Again, it falls in line with Serial Cleaners‘ desire to grow bigger, but without any cause to make a statement with its scale, even when the intent is obvious. With the story, you have 3 new characters, Bob helping them onto a path they may or may not have wanted, while also being a father figure to them regardless. Whether they desire devotion, consider him a mentor, or secretly harbor resentment towards him, he’s a universal McGuffin that could take the plot in so many ways.

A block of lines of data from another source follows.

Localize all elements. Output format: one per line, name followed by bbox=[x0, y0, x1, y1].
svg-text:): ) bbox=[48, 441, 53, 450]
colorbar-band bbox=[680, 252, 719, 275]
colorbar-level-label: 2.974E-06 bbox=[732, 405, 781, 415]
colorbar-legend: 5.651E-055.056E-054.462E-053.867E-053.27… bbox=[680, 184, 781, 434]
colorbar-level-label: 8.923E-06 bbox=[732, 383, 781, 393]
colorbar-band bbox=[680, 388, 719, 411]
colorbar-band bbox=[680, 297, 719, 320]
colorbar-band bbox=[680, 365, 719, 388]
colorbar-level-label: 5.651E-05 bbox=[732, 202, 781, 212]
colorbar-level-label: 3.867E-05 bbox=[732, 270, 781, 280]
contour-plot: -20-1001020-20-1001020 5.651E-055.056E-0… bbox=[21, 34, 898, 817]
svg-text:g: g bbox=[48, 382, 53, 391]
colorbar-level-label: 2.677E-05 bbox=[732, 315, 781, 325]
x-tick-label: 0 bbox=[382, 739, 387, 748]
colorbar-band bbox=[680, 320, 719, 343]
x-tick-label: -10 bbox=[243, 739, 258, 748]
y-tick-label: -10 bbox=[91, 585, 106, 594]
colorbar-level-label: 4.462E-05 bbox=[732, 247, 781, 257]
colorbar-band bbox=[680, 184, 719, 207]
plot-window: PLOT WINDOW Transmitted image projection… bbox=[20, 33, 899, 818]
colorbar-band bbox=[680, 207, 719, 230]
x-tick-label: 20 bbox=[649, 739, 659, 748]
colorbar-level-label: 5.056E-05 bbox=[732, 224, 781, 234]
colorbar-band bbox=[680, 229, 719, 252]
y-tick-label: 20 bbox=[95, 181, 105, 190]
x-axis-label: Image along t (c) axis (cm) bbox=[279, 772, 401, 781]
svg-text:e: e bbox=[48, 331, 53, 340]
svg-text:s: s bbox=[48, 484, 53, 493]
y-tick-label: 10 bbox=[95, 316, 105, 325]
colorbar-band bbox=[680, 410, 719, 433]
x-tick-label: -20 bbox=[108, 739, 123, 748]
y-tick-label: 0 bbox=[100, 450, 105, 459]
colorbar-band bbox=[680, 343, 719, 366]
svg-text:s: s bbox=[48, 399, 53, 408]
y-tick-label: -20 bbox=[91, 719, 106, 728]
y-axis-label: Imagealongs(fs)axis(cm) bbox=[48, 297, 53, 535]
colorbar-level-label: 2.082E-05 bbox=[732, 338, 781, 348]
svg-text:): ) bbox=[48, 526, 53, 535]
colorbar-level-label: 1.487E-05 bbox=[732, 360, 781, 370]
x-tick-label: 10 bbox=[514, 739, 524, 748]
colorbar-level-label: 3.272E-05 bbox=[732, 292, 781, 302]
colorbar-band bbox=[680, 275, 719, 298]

Without getting into spoiler territory, Serial Cleaners goes nowhere. Draw Distance struggle to find the right type of genre to convey their story in — potentially a side-effect of the game cramming in as many visual flavors as possible — the result being a grey mass of neo-noir and Tarantino fan-fiction. When your plot twist has to be revealed with no context on a loading screen, you get the feeling too many ideas were put forward, and everyone was too afraid to say no to any one of them.
The main problem comes from the plate being too small for everyone to get their share. Bob doesn’t need his, as he has a whole previous game to love his mother in, but Psycho, Lati, and Vip3r are forced to fight among themselves for the spotlight, despite none of them having clear aspirations. Lati is the only one with clear-cut motives throughout the entire game, yet she runs in circles repeating herself at each turn.
Serial Cleaners also tries the “crime life is no different from the 9-5” trope again, forgetting that the original Serial Cleaner also did that, without hammering the message into the ground. It’s incredible how despite having little to nothing to work with, the game is still scared that its one message will be misread. “The new century isn’t anything special, it’s another day, it’s another grey hair, it’s one more newspaper that dates itself on a pile of metal trays, all while you’re wondering if Sisyphus smiled”? We know. We don’t need to be stuffing dead men into station wagons to figure that out.
At the end of it all, it’s rare to find something that could only be described as a “Video Game” quite like Serial Cleaners. There’s no message here that isn’t bogged down by blasting you with visuals that tell the same tale, there’s no gameplay here that isn’t ruminated upon further by past experiences. It’s not a journey, nor an odyssey. Not a story to read into, just a couple of hours stabbed in the back. Was it worth it? I dunno… is anything?
TechRaptor reviewed Serial Cleaners on Xbox One S using a copy provided by the publisher. It is also available on Xbox Series S|X, PC, PlayStation 4, PlayStation 5, and Nintendo Switch.